Great Plains Studies, Center for
Date of this Version
2009
Abstract
Rebuilding Native Nations is a powerful restatement and reconsideration of American Indian self-determination, a federal policy approaching five decades in age. Its essays draw upon more than a decade of tribal success stories collected and celebrated by the Harvard Project. Individual chapters focus on particular subject areas such as tribal economic development, intergovernmental relations, and tribal constitutional and tribal court development. The authors draw out commonalities about successful nation building in tribal communities, theorizing an underlying basis, and leading readers to understand how to replicate that success.
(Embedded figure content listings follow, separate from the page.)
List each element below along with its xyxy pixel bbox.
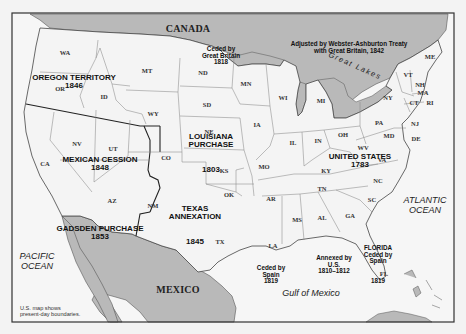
state-label: ND [198,70,207,77]
state-label: MN [241,81,252,88]
label-gulf-of-mexico: Gulf of Mexico [282,289,340,299]
state-label: UT [108,146,117,153]
annotation-ceded-spain-1819: Ceded by Spain 1819 [257,265,285,285]
state-label: WV [357,145,368,152]
annotation-ceded-great-britain-1818: Ceded by Great Britain 1818 [202,46,240,66]
state-label: LA [268,243,277,250]
state-label: CT [409,100,418,107]
region-year: 1819 [364,279,392,286]
state-label: AR [266,196,275,203]
state-label: AL [317,215,326,222]
state-label: RI [426,100,433,107]
state-label: OR [55,86,65,93]
state-label: ME [425,54,435,61]
state-label: FL [380,271,388,278]
state-label: AZ [107,198,116,205]
region-texas-annexation: TEXAS ANNEXATION 1845 [169,188,221,255]
region-year: 1848 [62,164,137,172]
state-label: WA [60,50,70,57]
state-label: VA [378,157,387,164]
state-label: SD [203,102,211,109]
region-oregon-territory: OREGON TERRITORY 1846 [32,74,116,91]
state-label: SC [368,197,376,204]
state-label: MA [418,90,429,97]
region-mexican-cession: MEXICAN CESSION 1848 [62,156,137,173]
state-label: OH [338,132,348,139]
state-label: MT [142,68,152,75]
annotation-annexed-us-1810-1812: Annexed by U.S. 1810–1812 [316,255,352,275]
state-label: KY [321,168,331,175]
state-label: CA [40,161,49,168]
state-label: NH [415,82,425,89]
state-label: NV [72,141,81,148]
footnote-present-day-boundaries: U.S. map shows present-day boundaries. [20,305,80,318]
region-year: 1846 [32,82,116,90]
state-label: GA [345,213,355,220]
state-label: MI [317,98,326,105]
state-label: WI [278,95,287,102]
state-label: MS [292,217,302,224]
state-label: NJ [411,121,419,128]
state-label: KS [220,168,229,175]
annotation-webster-ashburton-treaty: Adjusted by Webster-Ashburton Treaty wit… [291,41,408,54]
region-gadsden-purchase: GADSDEN PURCHASE 1853 [56,225,143,242]
state-label: TX [215,239,224,246]
region-name: TEXAS ANNEXATION [169,205,221,222]
state-label: NM [148,203,159,210]
region-name: LOUISIANA PURCHASE [189,133,234,150]
state-label: MD [384,133,395,140]
label-pacific-ocean: PACIFIC OCEAN [20,252,55,272]
label-mexico: MEXICO [156,285,199,295]
state-label: NY [383,95,392,102]
state-label: VT [403,72,412,79]
state-label: ID [100,94,107,101]
state-label: IN [314,138,321,145]
state-label: TN [317,186,326,193]
state-label: MO [258,164,269,171]
label-atlantic-ocean: ATLANTIC OCEAN [404,196,447,216]
state-label: PA [375,120,383,127]
state-label: NE [204,129,213,136]
state-label: CO [161,155,171,162]
region-name: FLORIDA Ceded by Spain [364,245,392,265]
state-label: WY [147,111,158,118]
region-year: 1845 [169,239,221,247]
state-label: OK [224,192,234,199]
state-label: IA [253,122,260,129]
state-label: IL [290,140,297,147]
label-canada: CANADA [166,24,211,34]
state-label: NC [373,178,382,185]
region-year: 1853 [56,233,143,241]
state-label: DE [411,136,420,143]
region-florida: FLORIDA Ceded by Spain 1819 [364,232,392,291]
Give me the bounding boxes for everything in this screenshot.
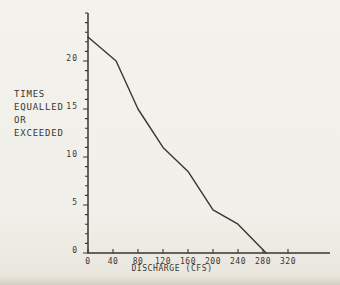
chart-canvas	[0, 0, 340, 285]
y-tick-label: 10	[52, 150, 78, 159]
x-axis-title: DISCHARGE (CFS)	[131, 264, 212, 273]
x-tick-label: 80	[133, 257, 144, 266]
y-axis-title-line-3: OR	[14, 114, 64, 127]
x-tick-label: 40	[108, 257, 119, 266]
y-axis-title: TIMES EQUALLED OR EXCEEDED	[14, 88, 64, 140]
x-tick-label: 240	[230, 257, 246, 266]
x-tick-label: 160	[180, 257, 196, 266]
flow-duration-chart: TIMES EQUALLED OR EXCEEDED DISCHARGE (CF…	[0, 0, 340, 285]
x-tick-label: 320	[280, 257, 296, 266]
y-axis-title-line-4: EXCEEDED	[14, 127, 64, 140]
y-tick-label: 20	[52, 54, 78, 63]
x-tick-label: 0	[85, 257, 90, 266]
x-tick-label: 280	[255, 257, 271, 266]
y-axis-title-line-1: TIMES	[14, 88, 64, 101]
flow-duration-curve	[88, 37, 266, 253]
y-tick-label: 15	[52, 102, 78, 111]
x-tick-label: 120	[155, 257, 171, 266]
x-tick-label: 200	[205, 257, 221, 266]
axes-lines	[88, 13, 330, 253]
y-tick-label: 0	[52, 246, 78, 255]
y-tick-label: 5	[52, 198, 78, 207]
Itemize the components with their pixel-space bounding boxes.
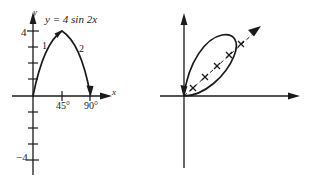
y-axis-arrowhead	[181, 13, 188, 25]
x-tick-label-45deg: 45°	[56, 101, 70, 111]
branch-label-2: 2	[79, 44, 84, 54]
cartesian-sine-figure: y = 4 sin 2x y x 4 −4 45° 90° 1 2	[0, 0, 160, 179]
y-axis-label: y	[33, 8, 37, 17]
x-tick-label-90deg: 90°	[84, 101, 98, 111]
polar-rose-plot	[160, 0, 320, 179]
x-axis-label: x	[112, 88, 116, 97]
equation-label-cartesian: y = 4 sin 2x	[45, 14, 97, 25]
figure-pair: y = 4 sin 2x y x 4 −4 45° 90° 1 2	[0, 0, 320, 179]
x-axis-arrowhead	[288, 93, 300, 100]
y-tick-label-minus-4: −4	[16, 152, 28, 163]
x-axis-arrowhead	[100, 93, 112, 100]
branch-label-1: 1	[42, 41, 47, 51]
polar-rose-figure: r = 4 sin 2θ y x 45° 1 2	[160, 0, 320, 179]
forty-five-degree-ray-arrowhead	[248, 26, 261, 37]
sine-curve-end-arrow	[87, 86, 94, 98]
y-tick-label-4: 4	[21, 27, 27, 38]
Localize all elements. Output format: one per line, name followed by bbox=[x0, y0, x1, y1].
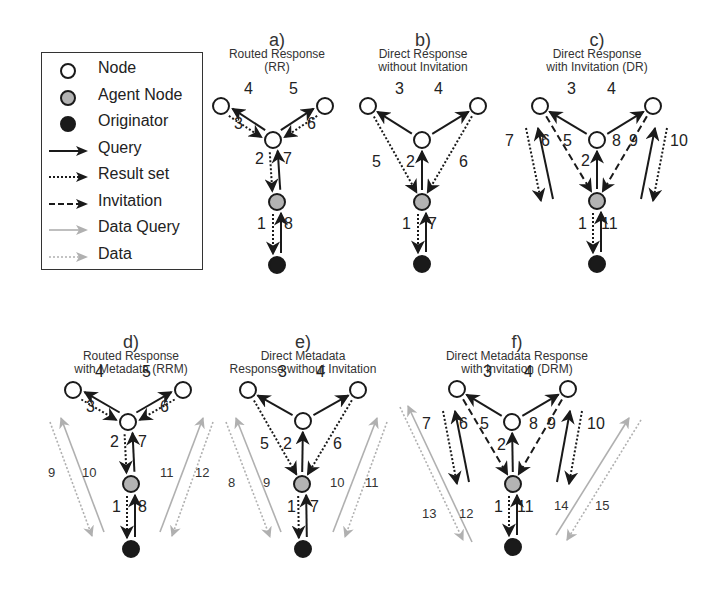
panel-letter: c) bbox=[497, 32, 697, 48]
data-step-number: 12 bbox=[195, 465, 209, 480]
legend-item-data: Data bbox=[42, 243, 202, 269]
step-number: 1 bbox=[494, 498, 503, 516]
gray-solid-arrow-icon bbox=[46, 218, 90, 240]
agent-node bbox=[269, 194, 285, 210]
node-right bbox=[317, 98, 333, 114]
result-arrow-right-to-agent bbox=[308, 400, 352, 474]
data-step-number: 14 bbox=[554, 498, 568, 513]
step-number: 9 bbox=[629, 132, 638, 150]
data-step-number: 15 bbox=[595, 498, 609, 513]
data-step-number: 11 bbox=[160, 465, 174, 480]
step-number: 7 bbox=[422, 415, 431, 433]
panel-title-e: e)Direct MetadataResponse without Invita… bbox=[203, 334, 403, 376]
node-right bbox=[175, 382, 191, 398]
legend-label: Invitation bbox=[98, 192, 162, 210]
data-query-arrow-right bbox=[556, 418, 629, 535]
step-number: 3 bbox=[567, 80, 576, 98]
data-arrow-right bbox=[567, 420, 641, 540]
step-number: 3 bbox=[234, 115, 243, 133]
step-number: 7 bbox=[505, 132, 514, 150]
step-number: 5 bbox=[563, 132, 572, 150]
legend-item-data-query: Data Query bbox=[42, 216, 202, 242]
agent-node bbox=[414, 194, 430, 210]
panel-subtitle: with Invitation (DR) bbox=[497, 61, 697, 74]
data-step-number: 8 bbox=[228, 475, 235, 490]
step-number: 8 bbox=[529, 415, 538, 433]
node-center bbox=[589, 132, 605, 148]
data-step-number: 12 bbox=[459, 506, 473, 521]
step-number: 1 bbox=[578, 215, 587, 233]
step-number: 7 bbox=[283, 150, 292, 168]
step-number: 4 bbox=[244, 80, 253, 98]
legend-item-agent-node: Agent Node bbox=[42, 84, 202, 110]
node-right bbox=[470, 98, 486, 114]
node-center bbox=[120, 414, 136, 430]
step-number: 1 bbox=[112, 498, 121, 516]
legend-item-result-set: Result set bbox=[42, 163, 202, 189]
result-arrow-left-to-agent bbox=[443, 411, 457, 484]
query-arrow-agent-to-right bbox=[641, 128, 655, 199]
step-number: 4 bbox=[434, 80, 443, 98]
result-arrow-agent-to-orig bbox=[298, 496, 299, 538]
legend-label: Agent Node bbox=[98, 86, 183, 104]
step-number: 7 bbox=[138, 433, 147, 451]
step-number: 1 bbox=[287, 498, 296, 516]
invitation-arrow-right-to-agent bbox=[603, 116, 647, 191]
originator-node bbox=[589, 256, 605, 272]
open-circle-icon bbox=[46, 59, 90, 81]
step-number: 2 bbox=[255, 150, 264, 168]
step-number: 4 bbox=[524, 363, 533, 381]
step-number: 5 bbox=[142, 363, 151, 381]
node-center bbox=[504, 414, 520, 430]
panel-letter: b) bbox=[323, 32, 523, 48]
originator-node bbox=[505, 539, 521, 555]
query-arrow-center-to-right bbox=[313, 395, 348, 415]
agent-node bbox=[505, 476, 521, 492]
step-number: 11 bbox=[601, 215, 618, 233]
step-number: 4 bbox=[607, 80, 616, 98]
step-number: 6 bbox=[160, 398, 169, 416]
node-right bbox=[645, 98, 661, 114]
step-number: 6 bbox=[307, 115, 316, 133]
solid-arrow-icon bbox=[46, 139, 90, 161]
step-number: 10 bbox=[670, 132, 688, 150]
panel-title-c: c)Direct Responsewith Invitation (DR) bbox=[497, 32, 697, 74]
step-number: 11 bbox=[517, 498, 534, 516]
step-number: 5 bbox=[289, 80, 298, 98]
step-number: 6 bbox=[541, 132, 550, 150]
gray-circle-icon bbox=[46, 86, 90, 108]
step-number: 5 bbox=[480, 415, 489, 433]
panel-title-f: f)Direct Metadata Responsewith Invitatio… bbox=[417, 334, 617, 376]
node-left bbox=[65, 382, 81, 398]
node-center bbox=[295, 413, 311, 429]
legend-label: Data bbox=[98, 245, 132, 263]
legend-label: Node bbox=[98, 59, 136, 77]
step-number: 4 bbox=[95, 363, 104, 381]
legend: NodeAgent NodeOriginatorQueryResult setI… bbox=[41, 52, 203, 270]
data-step-number: 10 bbox=[330, 475, 344, 490]
legend-label: Originator bbox=[98, 112, 168, 130]
panel-d bbox=[50, 382, 213, 557]
query-arrow-agent-to-center bbox=[278, 151, 281, 190]
panel-subtitle: with Metadata (RRM) bbox=[31, 363, 231, 376]
data-step-number: 11 bbox=[365, 475, 379, 490]
query-arrow-agent-to-right bbox=[557, 411, 570, 482]
step-number: 8 bbox=[284, 215, 293, 233]
originator-node bbox=[123, 541, 139, 557]
node-left bbox=[213, 98, 229, 114]
query-arrow-center-to-left bbox=[258, 395, 293, 415]
panel-b bbox=[360, 98, 486, 272]
dotted-arrow-icon bbox=[46, 165, 90, 187]
step-number: 3 bbox=[483, 363, 492, 381]
data-step-number: 10 bbox=[82, 465, 96, 480]
agent-node bbox=[294, 476, 310, 492]
step-number: 10 bbox=[587, 415, 605, 433]
legend-label: Data Query bbox=[98, 218, 180, 236]
panel-letter: e) bbox=[203, 334, 403, 350]
step-number: 6 bbox=[459, 153, 468, 171]
node-left bbox=[360, 98, 376, 114]
query-arrow-agent-to-center bbox=[133, 433, 135, 472]
result-arrow-center-to-agent bbox=[125, 434, 127, 473]
panel-subtitle: with Invitation (DRM) bbox=[417, 363, 617, 376]
gray-dotted-arrow-icon bbox=[46, 245, 90, 267]
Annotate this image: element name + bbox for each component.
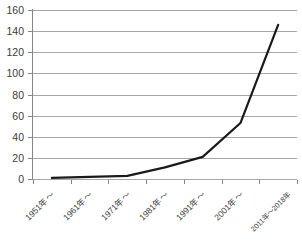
- y-axis-label-60: 60: [12, 111, 24, 121]
- y-axis-label-80: 80: [12, 90, 24, 100]
- y-tick-120: [28, 52, 32, 53]
- gridline-140: [33, 31, 297, 32]
- y-axis-label-160: 160: [6, 5, 24, 15]
- y-axis-label-140: 140: [6, 26, 24, 36]
- gridline-160: [33, 10, 297, 11]
- y-axis-line: [32, 9, 33, 180]
- y-tick-160: [28, 10, 32, 11]
- y-axis-label-120: 120: [6, 47, 24, 57]
- y-axis-label-0: 0: [18, 174, 24, 184]
- gridline-60: [33, 116, 297, 117]
- y-tick-40: [28, 137, 32, 138]
- gridline-0: [33, 179, 297, 180]
- gridline-40: [33, 137, 297, 138]
- x-tick-0: [33, 180, 34, 184]
- x-tick-1: [71, 180, 72, 184]
- x-tick-4: [184, 180, 185, 184]
- x-tick-3: [146, 180, 147, 184]
- plot-area: [33, 10, 297, 179]
- x-tick-6: [259, 180, 260, 184]
- gridline-120: [33, 52, 297, 53]
- y-tick-140: [28, 31, 32, 32]
- x-tick-7: [297, 180, 298, 184]
- y-axis-labels: 160 140 120 100 80 60 40 20 0: [0, 0, 26, 241]
- gridline-80: [33, 95, 297, 96]
- x-tick-5: [222, 180, 223, 184]
- y-tick-20: [28, 158, 32, 159]
- x-tick-2: [108, 180, 109, 184]
- y-axis-label-20: 20: [12, 153, 24, 163]
- line-chart: 160 140 120 100 80 60 40 20 0 1951年〜 196…: [0, 0, 302, 241]
- gridline-100: [33, 73, 297, 74]
- y-tick-80: [28, 95, 32, 96]
- y-tick-60: [28, 116, 32, 117]
- y-tick-100: [28, 73, 32, 74]
- y-tick-0: [28, 179, 32, 180]
- gridline-20: [33, 158, 297, 159]
- y-axis-label-100: 100: [6, 68, 24, 78]
- y-axis-label-40: 40: [12, 132, 24, 142]
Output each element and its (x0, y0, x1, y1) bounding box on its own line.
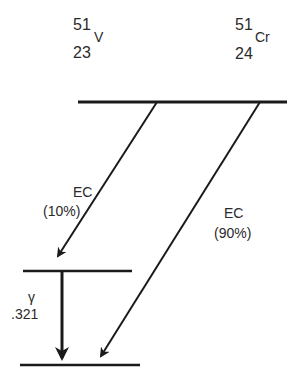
ec-10-branch: (10%) (43, 204, 80, 218)
ec-90-label: EC (224, 206, 243, 220)
ec-90-branch: (90%) (214, 226, 251, 240)
cr51-mass-number: 51 (235, 17, 253, 33)
cr51-symbol: Cr (255, 30, 270, 44)
decay-scheme-diagram (0, 0, 304, 383)
ec-10-arrow (58, 102, 157, 256)
ec-10-label: EC (73, 185, 92, 199)
v51-atomic-number: 23 (73, 45, 91, 61)
gamma-energy: .321 (11, 307, 38, 321)
cr51-atomic-number: 24 (235, 46, 253, 62)
v51-symbol: V (94, 30, 103, 44)
v51-mass-number: 51 (73, 17, 91, 33)
gamma-symbol: γ (28, 290, 35, 304)
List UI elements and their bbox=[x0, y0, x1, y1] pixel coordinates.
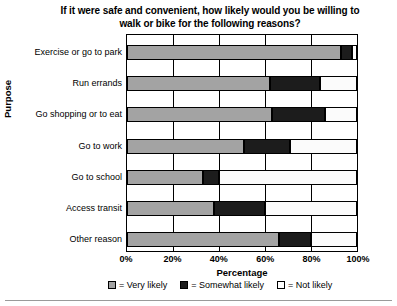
bar-row bbox=[127, 201, 357, 216]
y-axis-tick-label: Go to work bbox=[2, 141, 122, 151]
bar-segment bbox=[244, 139, 290, 154]
bar-segment bbox=[127, 170, 203, 185]
stacked-bar-chart: If it were safe and convenient, how like… bbox=[0, 0, 397, 306]
bars-layer bbox=[127, 35, 357, 251]
bar-segment bbox=[320, 76, 357, 91]
x-axis-tick-label: 20% bbox=[152, 254, 192, 264]
chart-title-line-2: walk or bike for the following reasons? bbox=[50, 18, 370, 31]
y-axis-tick-label: Other reason bbox=[2, 234, 122, 244]
y-axis-tick-label: Run errands bbox=[2, 78, 122, 88]
bar-segment bbox=[219, 170, 357, 185]
legend-swatch-icon bbox=[277, 281, 285, 289]
y-axis-tick-label: Exercise or go to park bbox=[2, 47, 122, 57]
bar-segment bbox=[127, 76, 270, 91]
x-axis-tick-label: 40% bbox=[199, 254, 239, 264]
bar-segment bbox=[290, 139, 357, 154]
bar-segment bbox=[127, 45, 341, 60]
bar-segment bbox=[203, 170, 219, 185]
legend-label: = Somewhat likely bbox=[191, 280, 264, 290]
bar-row bbox=[127, 76, 357, 91]
bottom-divider bbox=[5, 300, 392, 301]
bar-segment bbox=[325, 107, 357, 122]
y-axis-tick-label: Access transit bbox=[2, 203, 122, 213]
bar-segment bbox=[127, 232, 279, 247]
legend-label: = Very likely bbox=[119, 280, 167, 290]
bar-segment bbox=[272, 107, 325, 122]
chart-legend: = Very likely= Somewhat likely= Not like… bbox=[108, 280, 358, 290]
chart-title: If it were safe and convenient, how like… bbox=[50, 5, 370, 30]
legend-label: = Not likely bbox=[288, 280, 332, 290]
legend-swatch-icon bbox=[108, 281, 116, 289]
bar-row bbox=[127, 139, 357, 154]
x-axis-tick-labels: 0%20%40%60%80%100% bbox=[126, 254, 358, 268]
bar-segment bbox=[265, 201, 357, 216]
y-axis-tick-labels: Exercise or go to parkRun errandsGo shop… bbox=[0, 34, 122, 252]
x-axis-tick-label: 80% bbox=[292, 254, 332, 264]
x-axis-tick-label: 0% bbox=[106, 254, 146, 264]
x-axis-tick-label: 60% bbox=[245, 254, 285, 264]
legend-item: = Very likely bbox=[108, 280, 167, 290]
bar-row bbox=[127, 45, 357, 60]
bar-segment bbox=[279, 232, 311, 247]
bar-segment bbox=[127, 107, 272, 122]
bar-segment bbox=[127, 139, 244, 154]
x-axis-tick-label: 100% bbox=[338, 254, 378, 264]
bar-segment bbox=[270, 76, 321, 91]
bar-segment bbox=[311, 232, 357, 247]
legend-item: = Somewhat likely bbox=[180, 280, 264, 290]
bar-segment bbox=[127, 201, 214, 216]
bar-segment bbox=[341, 45, 353, 60]
legend-swatch-icon bbox=[180, 281, 188, 289]
legend-item: = Not likely bbox=[277, 280, 332, 290]
x-axis-title: Percentage bbox=[126, 267, 358, 278]
bar-row bbox=[127, 232, 357, 247]
bar-segment bbox=[214, 201, 265, 216]
bar-row bbox=[127, 170, 357, 185]
bar-row bbox=[127, 107, 357, 122]
plot-area bbox=[126, 34, 358, 252]
y-axis-tick-label: Go to school bbox=[2, 172, 122, 182]
y-axis-tick-label: Go shopping or to eat bbox=[2, 109, 122, 119]
bar-segment bbox=[352, 45, 357, 60]
chart-title-line-1: If it were safe and convenient, how like… bbox=[50, 5, 370, 18]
The chapter on tribal courts by Judge Joseph Thomas Flies-Away, Judge Carrie Garrow, and Miriam Jorgenson, coupled with a chapter by Joseph Kalt on tribal constitutions, demonstrates how a separate and functioning judiciary can assist with building tribal economies by protecting through the rule of law on-reservation investment by outsiders. Sarah Hicks’s chapter on intergovernmental relations shows how tribes can smooth over jurisdictional conflicts, helping better to regulate everything from the environment to taxation to law and order in Indian Country. The chapter on the underrealized potential of tribal citizen entrepreneurship will be especially important to Great Plains tribes without a significant gaming market.